The Potomac two-step

On receiving an e-mail from a correspondent in Belgium this morning, I was reminded of a film I once saw of Harrison Ford with a fictitious American President. The President reminds Ford about the realities of Washington politics and the need for Machiavellianism, expressed as the Potomac two-step. Ford replies to the President: “Sorry Mr President, I don’t dance” and then goes “up the hill” to the Senate to expose the President’s unconstitutional acts.

I am brought to think about this expression when considering the present-day clash between the conservative Right and the various minorities seeking to flaunt their ways of life and expect to be deferred to because they shout the loudest. I believe that I have always made the effort to understand the alternative lifestyles of everyone and to respect their choices, just as I have my way of life and thought. I have, for example, expressed my reserves about the “neurodiversity” movement if the statistical one in fifty of men sought to rule the world by their experience of life. The result is invariably provoking the growing groundswell of bigotry and conservative simplism. The more we complain about discrimination, the more people will feel inclined to discriminate and be bloody-minded.

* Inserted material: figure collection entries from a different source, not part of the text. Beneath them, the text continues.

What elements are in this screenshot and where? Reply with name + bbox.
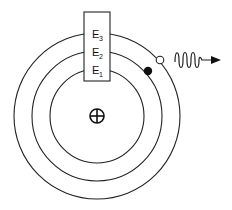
bohr-atom-diagram: E 3 E 2 E 1 bbox=[0, 0, 232, 210]
electron-filled bbox=[144, 67, 152, 75]
photon-wave-arrow-icon bbox=[175, 53, 221, 68]
svg-text:3: 3 bbox=[99, 35, 103, 42]
svg-text:2: 2 bbox=[99, 53, 103, 60]
svg-text:1: 1 bbox=[99, 71, 103, 78]
electron-hollow bbox=[156, 56, 164, 64]
nucleus-icon bbox=[90, 109, 104, 123]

Just a few decades ago, black people in some parts of the United States were segregated, weren’t allow to drink in the same bars or even use the same bathroom facilities. Now, some of them are calling for genocide against white males. Don’t you find that a little excessive? Doesn’t that make us tempted to make racist comments in circumstances where we wouldn’t get in trouble with the law? I saw a black school pupil for the first time when I was about 7 – and I had no problem with that. We had to endure a lecture from the schoolteacher about black people being humans like us. The question didn’t even come into my mind – Stella, as she was called, was simply a human being with a different appearance. Why should I have a problem with that? I felt that the teacher was putting ideas into our minds. Of course I was not the other pupils in the class who might have had racist ideas. Is it Aspergers that makes me feel alienated?

A few days ago, I wrote a posting about a point of view representing reasons to be optimistic about our times, and found the same old message of feminism, “anti-homophobia” and environmentalism. I tried to see the good in these positions. The e-mail I received this morning caused me to remove that posting, along with comments mitigating this optimism. I felt on shaky ground, so decided to remove the posting. Also in the posting, I expressed my reserves about gay marriage. That for the person who wrote to me was an expression of homophobia. My intention was not one of hatefulness and condemnation, but a call for discretion and respect for those who cannot be expected to understand or accept their way of life.

My attitude was compared with the way “true church” apologists seek to disturb the certitudes of Anglicans and get them into the Roman Catholic or Eastern Orthodox Churches. According to this young man, apparently a priest of some Church that promotes Orthodox doctrine and the gay lifestyle, I was treating people “like shit” in the same way as I would be treated “like shit” by Roman Catholic or Orthodox apologists. It would be inappropriate to quote the e-mail or say who wrote it. The person isn’t in question, but the ideas are. I don’t mind that the person lives in a gay marriage and loves his friend. In itself, it is a good thing if that person has found happiness, where many in heterosexual marriages only find unhappiness and discord.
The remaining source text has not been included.